Knowing which file holds what you are after is half the battle in acquisition, and it is easy to grab the wrong one or miss a per-user hive entirely. We keep a registry forensics cheat sheet for exactly this, and a companion piece on which registry hive to grab for a given question. If you want the byte-level picture of how these files are structured, the Windows registry internals post goes deeper.

One practical warning that follows from the file-based design: a hive copied off a live or imaged system is often not the whole story on its own. Each hive has transaction logs (.LOG1, .LOG2) that may contain changes not yet written into the hive itself. Reading the hive without replaying those logs gives you a stale view. Any serious tool handles this for you, but it is worth knowing the data is split.

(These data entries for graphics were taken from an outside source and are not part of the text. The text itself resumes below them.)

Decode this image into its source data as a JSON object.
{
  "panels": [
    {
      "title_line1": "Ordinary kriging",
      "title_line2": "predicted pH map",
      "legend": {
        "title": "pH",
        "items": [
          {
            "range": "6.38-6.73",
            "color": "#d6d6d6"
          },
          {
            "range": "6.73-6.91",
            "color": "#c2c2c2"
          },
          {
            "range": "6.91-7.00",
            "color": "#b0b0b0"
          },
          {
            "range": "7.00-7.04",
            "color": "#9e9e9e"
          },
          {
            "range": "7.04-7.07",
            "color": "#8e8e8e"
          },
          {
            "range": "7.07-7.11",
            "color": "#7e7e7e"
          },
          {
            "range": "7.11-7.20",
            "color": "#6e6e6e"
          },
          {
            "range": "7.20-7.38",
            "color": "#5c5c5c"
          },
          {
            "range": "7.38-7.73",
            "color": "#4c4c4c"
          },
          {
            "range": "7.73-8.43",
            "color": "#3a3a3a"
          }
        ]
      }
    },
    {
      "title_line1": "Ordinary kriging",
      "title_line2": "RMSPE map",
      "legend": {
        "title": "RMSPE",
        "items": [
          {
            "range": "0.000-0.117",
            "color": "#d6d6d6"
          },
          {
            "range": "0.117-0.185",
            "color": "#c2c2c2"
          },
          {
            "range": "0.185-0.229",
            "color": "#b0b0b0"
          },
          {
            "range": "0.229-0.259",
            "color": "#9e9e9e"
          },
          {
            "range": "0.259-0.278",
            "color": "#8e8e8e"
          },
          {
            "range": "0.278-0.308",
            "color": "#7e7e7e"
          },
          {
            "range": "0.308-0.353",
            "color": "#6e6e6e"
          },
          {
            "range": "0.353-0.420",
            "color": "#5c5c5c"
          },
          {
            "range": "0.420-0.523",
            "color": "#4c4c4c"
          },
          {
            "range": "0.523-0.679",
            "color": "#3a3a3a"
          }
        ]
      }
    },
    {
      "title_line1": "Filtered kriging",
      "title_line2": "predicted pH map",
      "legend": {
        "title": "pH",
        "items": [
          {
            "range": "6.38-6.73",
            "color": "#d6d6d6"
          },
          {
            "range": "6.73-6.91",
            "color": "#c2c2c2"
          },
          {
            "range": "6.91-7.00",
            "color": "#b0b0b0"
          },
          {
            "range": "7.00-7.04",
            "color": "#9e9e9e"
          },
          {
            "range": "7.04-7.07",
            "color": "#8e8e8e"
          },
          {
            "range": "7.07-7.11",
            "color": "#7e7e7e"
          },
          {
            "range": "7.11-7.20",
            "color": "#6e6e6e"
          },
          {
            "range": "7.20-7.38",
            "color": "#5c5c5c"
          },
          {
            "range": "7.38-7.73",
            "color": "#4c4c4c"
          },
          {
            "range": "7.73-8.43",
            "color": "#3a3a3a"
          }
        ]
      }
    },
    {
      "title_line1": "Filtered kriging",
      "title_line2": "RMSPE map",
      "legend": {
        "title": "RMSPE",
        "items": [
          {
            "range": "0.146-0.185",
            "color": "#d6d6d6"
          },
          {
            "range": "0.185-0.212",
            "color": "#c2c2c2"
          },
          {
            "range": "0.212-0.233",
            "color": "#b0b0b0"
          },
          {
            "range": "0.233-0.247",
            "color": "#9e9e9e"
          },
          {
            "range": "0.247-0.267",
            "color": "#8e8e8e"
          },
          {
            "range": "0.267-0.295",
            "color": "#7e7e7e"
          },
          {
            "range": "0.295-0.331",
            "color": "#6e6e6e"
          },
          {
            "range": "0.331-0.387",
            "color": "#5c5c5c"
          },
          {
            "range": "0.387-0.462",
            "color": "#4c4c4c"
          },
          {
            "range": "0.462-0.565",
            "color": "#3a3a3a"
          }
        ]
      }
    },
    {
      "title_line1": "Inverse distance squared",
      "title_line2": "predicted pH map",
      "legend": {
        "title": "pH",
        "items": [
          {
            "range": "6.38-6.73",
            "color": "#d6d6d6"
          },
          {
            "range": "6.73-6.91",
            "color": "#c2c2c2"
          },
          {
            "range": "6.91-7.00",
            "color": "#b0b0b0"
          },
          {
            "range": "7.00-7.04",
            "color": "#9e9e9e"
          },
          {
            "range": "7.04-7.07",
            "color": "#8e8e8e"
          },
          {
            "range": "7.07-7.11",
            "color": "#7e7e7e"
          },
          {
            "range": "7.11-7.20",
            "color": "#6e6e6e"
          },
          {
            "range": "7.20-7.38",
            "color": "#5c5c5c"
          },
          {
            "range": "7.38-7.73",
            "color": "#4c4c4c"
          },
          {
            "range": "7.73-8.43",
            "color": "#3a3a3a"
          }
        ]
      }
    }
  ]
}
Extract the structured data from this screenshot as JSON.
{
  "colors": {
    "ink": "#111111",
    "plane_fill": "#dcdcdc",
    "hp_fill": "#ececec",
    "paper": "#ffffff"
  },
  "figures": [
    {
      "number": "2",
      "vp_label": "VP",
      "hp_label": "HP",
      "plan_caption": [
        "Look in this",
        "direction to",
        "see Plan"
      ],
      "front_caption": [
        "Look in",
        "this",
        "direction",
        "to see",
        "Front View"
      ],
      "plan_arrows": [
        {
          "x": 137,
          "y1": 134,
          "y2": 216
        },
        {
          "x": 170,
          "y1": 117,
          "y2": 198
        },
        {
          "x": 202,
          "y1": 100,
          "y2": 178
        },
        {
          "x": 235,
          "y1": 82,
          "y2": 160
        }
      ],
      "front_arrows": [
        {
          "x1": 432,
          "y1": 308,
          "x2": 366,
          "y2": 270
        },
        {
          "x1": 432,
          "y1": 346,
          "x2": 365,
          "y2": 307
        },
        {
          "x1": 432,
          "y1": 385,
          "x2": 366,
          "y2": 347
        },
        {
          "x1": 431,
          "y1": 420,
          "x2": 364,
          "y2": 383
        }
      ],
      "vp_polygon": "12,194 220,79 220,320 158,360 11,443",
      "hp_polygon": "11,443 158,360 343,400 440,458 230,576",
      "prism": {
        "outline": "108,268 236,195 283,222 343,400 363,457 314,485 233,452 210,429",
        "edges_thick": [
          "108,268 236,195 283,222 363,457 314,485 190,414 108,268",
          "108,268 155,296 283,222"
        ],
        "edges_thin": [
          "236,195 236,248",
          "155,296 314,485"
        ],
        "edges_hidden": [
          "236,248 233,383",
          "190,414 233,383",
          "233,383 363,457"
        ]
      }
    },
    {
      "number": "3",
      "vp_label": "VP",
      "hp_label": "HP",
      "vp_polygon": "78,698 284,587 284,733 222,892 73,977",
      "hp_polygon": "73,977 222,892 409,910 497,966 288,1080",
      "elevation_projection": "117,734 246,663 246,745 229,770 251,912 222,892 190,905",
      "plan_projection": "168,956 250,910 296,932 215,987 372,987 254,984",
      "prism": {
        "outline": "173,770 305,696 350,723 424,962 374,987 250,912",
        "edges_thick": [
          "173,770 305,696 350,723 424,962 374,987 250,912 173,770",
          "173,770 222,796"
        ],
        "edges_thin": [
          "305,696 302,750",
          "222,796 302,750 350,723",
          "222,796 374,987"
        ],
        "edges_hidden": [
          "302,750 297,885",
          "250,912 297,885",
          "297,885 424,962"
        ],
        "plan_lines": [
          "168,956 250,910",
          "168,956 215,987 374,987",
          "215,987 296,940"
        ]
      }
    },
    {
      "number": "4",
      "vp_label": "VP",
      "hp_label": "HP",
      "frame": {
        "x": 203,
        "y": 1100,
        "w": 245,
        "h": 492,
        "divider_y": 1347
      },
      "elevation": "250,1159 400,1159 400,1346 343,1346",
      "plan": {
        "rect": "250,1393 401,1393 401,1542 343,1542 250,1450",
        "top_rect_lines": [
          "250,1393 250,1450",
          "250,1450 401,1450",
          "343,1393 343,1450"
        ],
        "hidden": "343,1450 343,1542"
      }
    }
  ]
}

Why the registry matters in DFIR

Now the real question. You can read configuration anywhere — why do investigators care so much about this particular database? Because the registry is not just configuration. It is a record of activity, and it records things the user never intended to leave behind. A few of the threads you can pull:

Execution. Windows tracks programs that have run in several registry-backed artifacts — AmCache, the UserAssist counters under HKCU, the BAM/DAM entries under SYSTEM. These can tell you that a specific executable ran, sometimes with a timestamp and a run count, even after the file itself is gone.

Persistence. Malware needs to survive a reboot, and the registry is the classic place to arrange that. The various Run and RunOnce keys, service definitions under SYSTEM, scheduled-task references, and a dozen lesser-known autostart locations are all in the registry. When you are hunting for how an intruder kept their foothold, you are reading registry keys.

Device history. Plug in a USB stick and Windows remembers it — vendor, product, serial number, and the times it was first and last connected, recorded across SYSTEM and SOFTWARE. This is how data-exfiltration and "was this drive ever here" questions get answered.

User activity. Recently opened documents, typed paths in Explorer, search terms, the folders a user browsed (shellbags), the networks a laptop joined. The registry holds a surprisingly intimate diary of what someone did and when.

Tying it together is the LastWrite timestamp. Every key carries the time it was last modified, which gives many of these artifacts a place on a timeline. Used carefully — it is a per-key, not per-value, timestamp — it turns the registry from a pile of settings into a sequence of events.

That is the forensic value in one sentence: the registry is a timestamped, system-maintained record of execution, persistence, device history, and user activity, written continuously and largely without the user's awareness. Few other artifacts on a Windows host pack that much story into so little space.

Where to go from here

If you understand keys, values, root keys, and hive files, you have the mental model you need to start reading a registry like an investigator rather than a tourist. The next step is to look at a real hive. You can analyze a hive in your browser with no install and nothing uploaded to a server — point it at an NTUSER.DAT or a SYSTEM hive and walk the tree yourself.

The registry rewards curiosity. Open one, find the Run key, find the USB history, look at the LastWrite times. Once you have seen the evidence sitting there in plain sight, the warning to never touch it starts to sound less like caution and more like an invitation.